Students give high ratings to lecturers with fluency and charisma, but neither quality correlates with high test scores
Have you asked your students how happy they are lately? Someone almost certainly has. With so much attention paid to surveying undergraduates’ views, it would be easy to get the impression that producing “satisfied” students is higher education’s raison d’être.
The high-stakes drive to ensure happiness is predicated on the assumption that fee-payers expect more from their student experience and that their demands should be met. This has led to undergraduates at Coventry University, for example, being asked to evaluate their lecturers’ performance mid-module, with staff given five days to produce an action plan showing how they intend to respond to the published results. Students are encouraged to privilege the immediacy of a lecturer’s performance above their own engagement, and teaching is reduced to just another customer transaction.
Speak to students, and many say they resent being treated as customers. They do not want people to think they “bought” their degree. Their desire to reject the label of “customer” reflects a desire to work hard and learn. Unfortunately, by their final year, they often tell a more instrumental story, focused on the need to secure good results.
Many lecturers are critical of the way student satisfaction is measured in both the National Student Survey and teaching evaluations. They point to the low proportion of students who respond to module evaluations and the self-selecting nature of those who do. The assumption that students always give truthful, objective feedback has been contradicted by four separate studies conducted since 1999, each showing that if students evaluate lecturers after grades have been awarded, there is a link between good results and satisfaction.
For some academics, secure in their posts, the focus on satisfaction may warrant little more than eye-rolling. But for those seeking promotion or embarking upon their careers, the need to keep students happy can become all-consuming. Lecturers employed on temporary contracts are particularly dependent upon positive evaluations. Some universities, such as Plymouth, now require student input when a new member of academic staff is to be employed.
Meanwhile, resources are poured into boosting levels of student satisfaction by erecting new buildings, for example, or through more Orwellian projects, such as “expectation management”.
All of this might be unproblematic if student satisfaction could be equated with a good standard of education. This is not the case. Concerns over assessment feedback continue to top the list of student complaints. For lecturers looking to raise student satisfaction levels, and struggling to mark 100 lengthy essays in a three-week turnaround, it can be easier simply to change the assessment methods. Shorter assignments, multiple-choice questions, online quizzes or work that is self-assessed or peer-reviewed allows more timely feedback. However, these can in no way be said to provide the same learning experience.

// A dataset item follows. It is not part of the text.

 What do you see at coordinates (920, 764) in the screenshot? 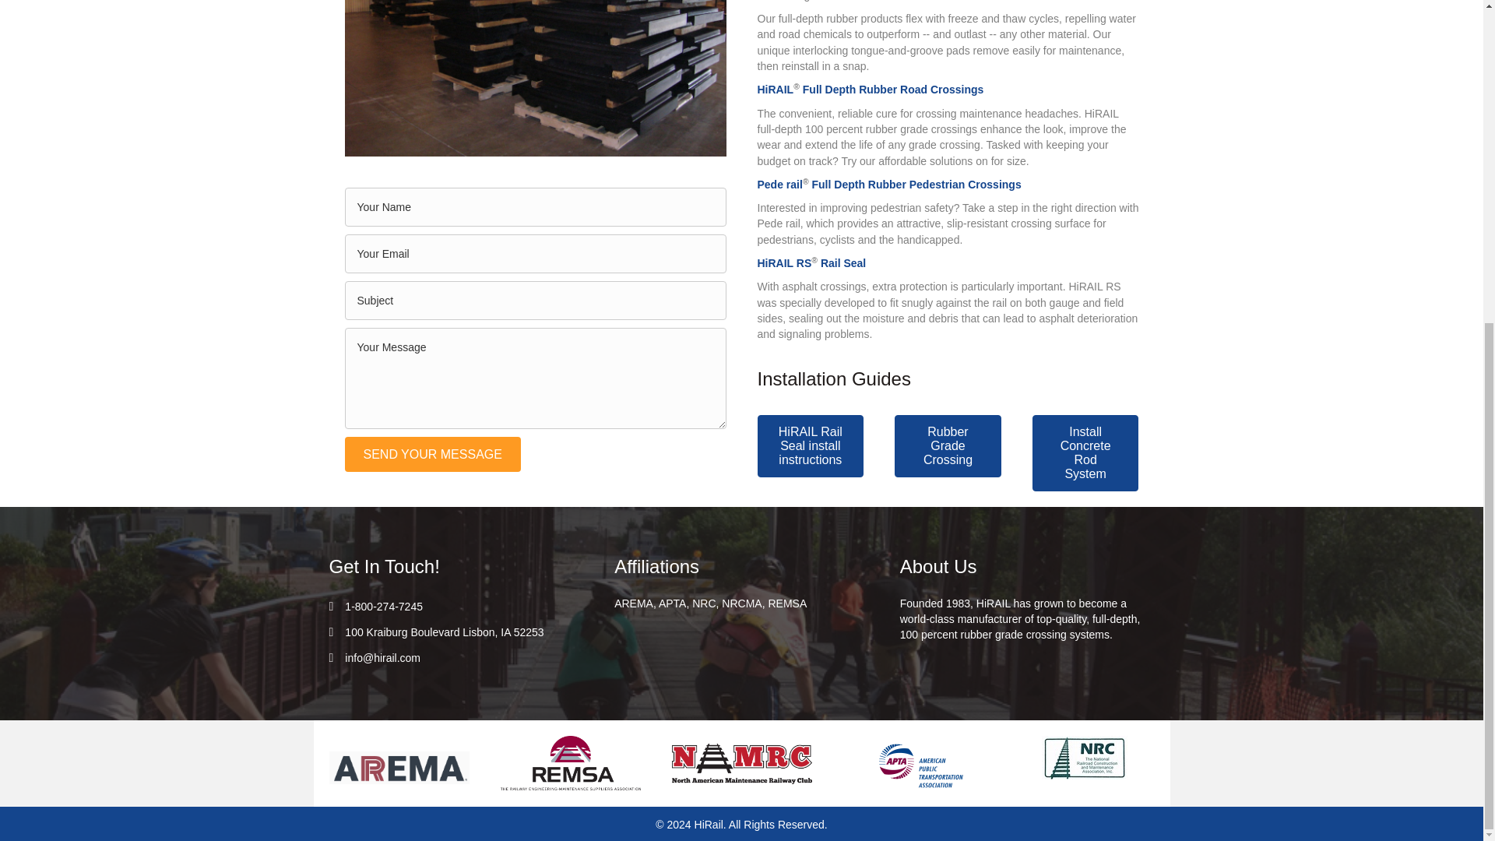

Recent research suggests that, far from there being a link between student satisfaction and good academic performance, the exact opposite is true. A paper published in the Economics of Education Review in August claims that students’ academic performance is negatively correlated with students’ evaluations of their professors. In other words, those lecturers who are ranked lowest in terms of student satisfaction may actually be the best teachers. This follows a 2013 report in the Psychonomic Bulletin and Review that argued that students give high ratings to lecturers who show fluency and have charisma but that neither of these qualities correlates with high test scores of students. The lecturers ranked lowest for satisfaction were those who did not teach to the test. Perhaps unsurprisingly, their students performed better in the long run.
Doffing the cap to student satisfaction erodes the authority of the academic and the importance of subject knowledge. If we really care about higher education, we must wake up to the fact that we’ve got our priorities wrong.